1984, george orwell (pay special attention to the middle section, about newspeak)
[also, read the afterward carefully; orwell writes about the moment the US changed the name of the department of war to the department of defense as one of the "light bulbs" going off in his head that something was shifting]

politics and the english language

animal farm

obvious choices, i know...but still quite frightening when you see the similarities between such a nightmarish regime and, well, this nightmarish regime we live beneath.

shudder.

for a more comprehensive overview on orwell, check out the wikipedia entry.


4.05.2006

lament; or, whatever happened to the blue collar working class?

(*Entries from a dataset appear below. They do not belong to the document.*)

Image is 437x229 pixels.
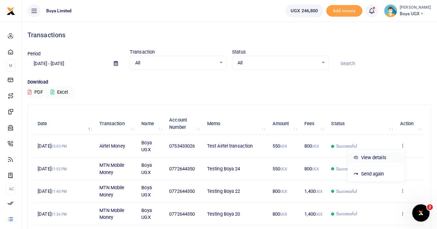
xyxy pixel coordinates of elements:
[273,211,287,217] span: 800
[280,144,287,148] small: UGX
[99,162,125,175] span: MTN Mobile Money
[51,167,67,171] small: 01:55 PM
[7,7,15,16] img: logo-small
[328,112,396,135] th: Status: activate to sort column ascending
[238,59,319,67] span: All
[142,185,152,197] span: Boya UGX
[130,48,155,56] label: Transaction
[336,143,358,149] span: Successful
[336,210,358,217] span: Successful
[51,189,67,193] small: 01:40 PM
[142,162,152,175] span: Boya UGX
[99,185,125,197] span: MTN Mobile Money
[280,212,287,216] small: UGX
[273,166,287,171] span: 550
[304,211,323,217] span: 1,400
[326,5,363,17] li: Toup your wallet
[326,8,363,13] a: Add money
[99,208,125,220] span: MTN Mobile Money
[170,211,195,217] span: 0772644350
[304,188,323,194] span: 1,400
[304,166,319,171] span: 800
[7,8,15,13] a: logo-small logo-large logo-large
[269,112,300,135] th: Amount: activate to sort column ascending
[384,4,397,17] img: profile-user
[286,4,324,17] a: UGX 246,800
[142,208,152,220] span: Boya UGX
[312,167,319,171] small: UGX
[348,169,405,179] a: Send again
[207,143,253,149] span: Test Airtel transaction
[142,140,152,153] span: Boya UGX
[427,204,433,210] span: 2
[207,188,240,194] span: Testing Boya 22
[27,50,41,57] label: Period
[51,144,67,148] small: 05:03 PM
[312,144,319,148] small: UGX
[27,57,108,70] input: select period
[336,166,358,172] span: Successful
[273,188,287,194] span: 800
[413,204,430,222] iframe: Intercom live chat
[316,189,323,193] small: UGX
[44,86,74,98] button: Excel
[135,59,216,67] span: All
[316,212,323,216] small: UGX
[348,153,405,163] a: View details
[203,112,269,135] th: Memo: activate to sort column ascending
[99,143,125,149] span: Airtel Money
[400,5,431,11] small: [PERSON_NAME]
[6,183,16,195] li: Ac
[304,143,319,149] span: 800
[273,143,287,149] span: 550
[170,188,195,194] span: 0772644350
[95,112,138,135] th: Transaction: activate to sort column ascending
[43,8,74,14] span: Boya Limited
[51,212,67,216] small: 01:36 PM
[283,4,326,17] li: Wallet ballance
[38,143,67,149] span: [DATE]
[384,4,431,17] a: profile-user [PERSON_NAME] Boya UGX
[165,112,203,135] th: Account Number: activate to sort column ascending
[232,48,246,56] label: Status
[335,57,431,70] input: Search
[27,86,43,98] button: PDF
[300,112,328,135] th: Fees: activate to sort column ascending
[170,166,195,171] span: 0772644350
[27,78,431,86] p: Download
[137,112,165,135] th: Name: activate to sort column ascending
[396,112,425,135] th: Action: activate to sort column ascending
[34,112,95,135] th: Date: activate to sort column descending
[336,188,358,195] span: Successful
[291,7,318,14] span: UGX 246,800
[280,189,287,193] small: UGX
[280,167,287,171] small: UGX
[38,188,67,194] span: [DATE]
[6,60,16,72] li: M
[38,211,67,217] span: [DATE]
[207,211,240,217] span: Testing Boya 20
[400,10,431,17] span: Boya UGX
[38,166,67,171] span: [DATE]
[207,166,240,171] span: Testing Boya 24
[27,31,431,39] h4: Transactions
[170,143,195,149] span: 0753433026
[326,5,363,17] span: Add money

in the spirit of living in michigan, with its nation-leading unemployment rate rising daily; with the big three screwing the unions and their workers; a letter from charles bukowski to his publisher, john martin, which i found here.

8-12-86

Hello John:

Thanks for the good letter. I don't think it hurts, sometimes, to remember where you came from. You know the places where I came from. Even the people who try to write about that or make films about it, they don't get it right. They call it "9 to 5." It's never 9 to 5, there's no free lunch break at those places, in fact, at many of them in order to keep your job you don't take lunch. Then there's OVERTIME and the books never seem to get the overtime right and if you complain about that, there's another sucker to take your place.

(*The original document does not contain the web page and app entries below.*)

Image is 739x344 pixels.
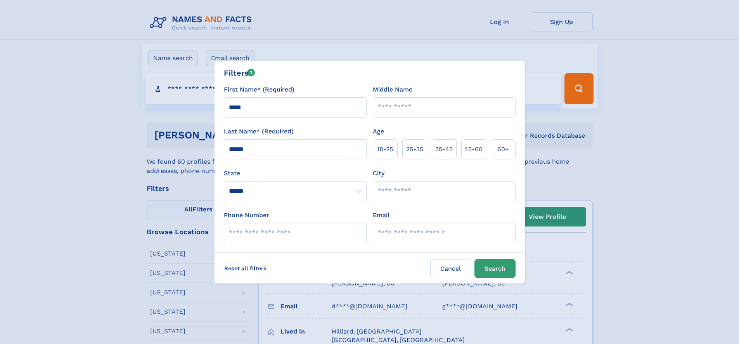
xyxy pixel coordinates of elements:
[465,145,483,154] span: 45‑60
[219,259,272,278] label: Reset all filters
[373,211,390,220] label: Email
[224,211,269,220] label: Phone Number
[224,127,294,136] label: Last Name* (Required)
[373,169,385,178] label: City
[498,145,509,154] span: 60+
[224,169,367,178] label: State
[475,259,516,278] button: Search
[406,145,423,154] span: 25‑35
[224,85,295,94] label: First Name* (Required)
[430,259,472,278] label: Cancel
[373,127,384,136] label: Age
[224,67,255,79] div: Filters
[377,145,393,154] span: 18‑25
[373,85,413,94] label: Middle Name
[435,145,453,154] span: 35‑45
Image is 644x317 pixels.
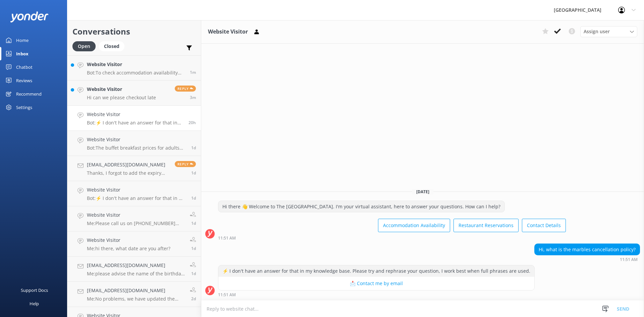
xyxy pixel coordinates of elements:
h2: Conversations [73,25,196,38]
p: Me: No problems, we have updated the email address. [87,296,185,302]
span: Sep 18 2025 04:38pm (UTC +12:00) Pacific/Auckland [191,195,196,201]
a: [EMAIL_ADDRESS][DOMAIN_NAME]Me:No problems, we have updated the email address.2d [67,282,201,307]
button: Accommodation Availability [378,219,450,232]
div: Support Docs [21,283,48,297]
a: Website VisitorBot:To check accommodation availability and make a booking, please visit [URL][DOM... [67,55,201,80]
span: Sep 20 2025 08:46am (UTC +12:00) Pacific/Auckland [190,94,196,100]
a: [EMAIL_ADDRESS][DOMAIN_NAME]Thanks, I forgot to add the expiry date, let me resend the email, wit... [67,156,201,181]
a: Closed [99,42,128,49]
span: Reply [175,85,196,92]
span: Sep 19 2025 12:55am (UTC +12:00) Pacific/Auckland [191,145,196,151]
h4: Website Visitor [87,211,185,219]
h4: [EMAIL_ADDRESS][DOMAIN_NAME] [87,261,185,269]
strong: 11:51 AM [218,293,236,297]
div: Settings [16,101,32,114]
div: Hi there 👋 Welcome to The [GEOGRAPHIC_DATA]. I'm your virtual assistant, here to answer your ques... [218,201,505,212]
span: Sep 19 2025 11:51am (UTC +12:00) Pacific/Auckland [188,120,196,125]
span: Sep 18 2025 12:57pm (UTC +12:00) Pacific/Auckland [191,270,196,276]
h4: [EMAIL_ADDRESS][DOMAIN_NAME] [87,287,185,294]
div: Assign User [580,26,637,37]
p: Me: Please call us on [PHONE_NUMBER] and we can check lost property for you [87,220,185,227]
p: Hi can we please checkout late [87,94,156,101]
h4: Website Visitor [87,136,186,143]
span: Sep 18 2025 12:59pm (UTC +12:00) Pacific/Auckland [191,220,196,226]
p: Me: hi there, what date are you after? [87,246,170,251]
button: Restaurant Reservations [453,219,519,232]
h4: Website Visitor [87,236,170,244]
div: Open [73,41,96,51]
p: Bot: ⚡ I don't have an answer for that in my knowledge base. Please try and rephrase your questio... [87,195,186,201]
span: [DATE] [412,189,433,194]
span: Assign user [584,28,610,35]
a: Website VisitorHi can we please checkout lateReply3m [67,80,201,106]
p: Thanks, I forgot to add the expiry date, let me resend the email, with thanks [87,170,170,176]
p: Bot: The buffet breakfast prices for adults are $34.90 for cooked and $24.90 for continental. [87,145,186,151]
span: Sep 18 2025 12:59pm (UTC +12:00) Pacific/Auckland [191,246,196,251]
p: Me: please advise the name of the birthday person & we can have a look at the birthday club list [87,270,185,277]
button: Contact Details [522,219,566,232]
p: Bot: To check accommodation availability and make a booking, please visit [URL][DOMAIN_NAME]. [87,70,185,76]
a: Website VisitorMe:Please call us on [PHONE_NUMBER] and we can check lost property for you1d [67,206,201,231]
a: Open [73,42,99,49]
div: Help [29,297,39,310]
div: Inbox [16,47,29,60]
a: Website VisitorMe:hi there, what date are you after?1d [67,231,201,256]
div: Recommend [16,87,42,101]
div: Closed [99,41,124,51]
h4: [EMAIL_ADDRESS][DOMAIN_NAME] [87,161,170,168]
div: Hi, what is the marbles cancellation policy? [535,244,640,255]
div: Chatbot [16,60,33,74]
a: [EMAIL_ADDRESS][DOMAIN_NAME]Me:please advise the name of the birthday person & we can have a look... [67,256,201,282]
div: Sep 19 2025 11:51am (UTC +12:00) Pacific/Auckland [534,257,640,261]
h3: Website Visitor [208,28,248,36]
div: Sep 19 2025 11:51am (UTC +12:00) Pacific/Auckland [218,292,535,297]
strong: 11:51 AM [620,257,638,261]
p: Bot: ⚡ I don't have an answer for that in my knowledge base. Please try and rephrase your questio... [87,120,183,126]
button: 📩 Contact me by email [218,277,534,290]
a: Website VisitorBot:The buffet breakfast prices for adults are $34.90 for cooked and $24.90 for co... [67,131,201,156]
a: Website VisitorBot:⚡ I don't have an answer for that in my knowledge base. Please try and rephras... [67,181,201,206]
h4: Website Visitor [87,186,186,193]
div: ⚡ I don't have an answer for that in my knowledge base. Please try and rephrase your question, I ... [218,265,534,277]
span: Sep 20 2025 08:48am (UTC +12:00) Pacific/Auckland [190,69,196,75]
img: yonder-white-logo.png [10,11,48,22]
h4: Website Visitor [87,85,156,93]
h4: Website Visitor [87,61,185,68]
a: Website VisitorBot:⚡ I don't have an answer for that in my knowledge base. Please try and rephras... [67,106,201,131]
div: Home [16,34,29,47]
span: Sep 18 2025 08:01pm (UTC +12:00) Pacific/Auckland [191,170,196,175]
div: Sep 19 2025 11:51am (UTC +12:00) Pacific/Auckland [218,236,566,240]
h4: Website Visitor [87,111,183,118]
div: Reviews [16,74,32,87]
span: Sep 17 2025 03:31pm (UTC +12:00) Pacific/Auckland [191,296,196,301]
span: Reply [175,161,196,167]
strong: 11:51 AM [218,236,236,240]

You know my old saying, "Slavery was never abolished, it was only extended to include all the colors."

And what hurts is the steadily diminishing humanity of those fighting to hold jobs they don't want but fear the alternative worse. People simply empty out. They are bodies with fearful and obedient minds. The color leaves the eye. The voice becomes ugly. And the body. The hair. The fingernails. The shoes. Everything does.

As a young man I could not believe that people could give their lives over to those conditions. As an old man, I still can't believe it. What do they do it for? Sex? TV? An automobile on monthly payments? Or children? Children who are just going to do the same things that they did?

Early on, when I was quite young and going from job to job I was foolish enough to sometimes speak to my fellow workers: "Hey, the boss can come in here at any moment and lay all of us off, just like that, don't you realize that?"

They would just look at me. I was posing something that they didn't want to enter their minds.

Now in industry, there are vast layoffs (steel mills dead, technical changes in other factors of the work place). They are layed off by the hundreds of thousands and their faces are stunned:

"I put in 35 years . . . "

"It ain't right . . . "

"I don't know what to do . . . "

They never pay the slaves enough so they can get free, just enough so they can stay alive and come back to work. I could see all this. Why couldn't they? I figured the park bench was just as good or being a barfly was just as good. Why not get there first before they put me there? Why wait?

I just wrote in disgust against it all, it was a relief to get the shit out of my system. And now that I'm here, a so-called professional writer, after giving the first 50 years away, I've found out that there are other disgusts beyond the system. . .

I remember once, working as a packer in this lighting fixture company, one of the packers suddenly said: "I'll never be free!"

One of the bosses was walking by (his name was Morrie) and he let out this delicious cackle of a laugh, enjoying the fact that this fellow was trapped for life.

So, the luck I finally had in getting out of those places, no matter how long it took, has given me a kind of joy, the jolly joy of the miracle. I now write from an old mind and an old body, long beyond the time when most men would ever think of continuing such a thing, but since I started so late I owe it to myself to continue, and when the words begin to falter and I must be helped up stairways and I can no longer tell a bluebird from a paperclip, I still feel that something in me is going to remember (no matter how far I'm gone) how I've come through the murder and the mess and the moil, to at least a generous way to die.

To not to have entirely wasted one's life seems to be a worthy accomplishment, if only for myself.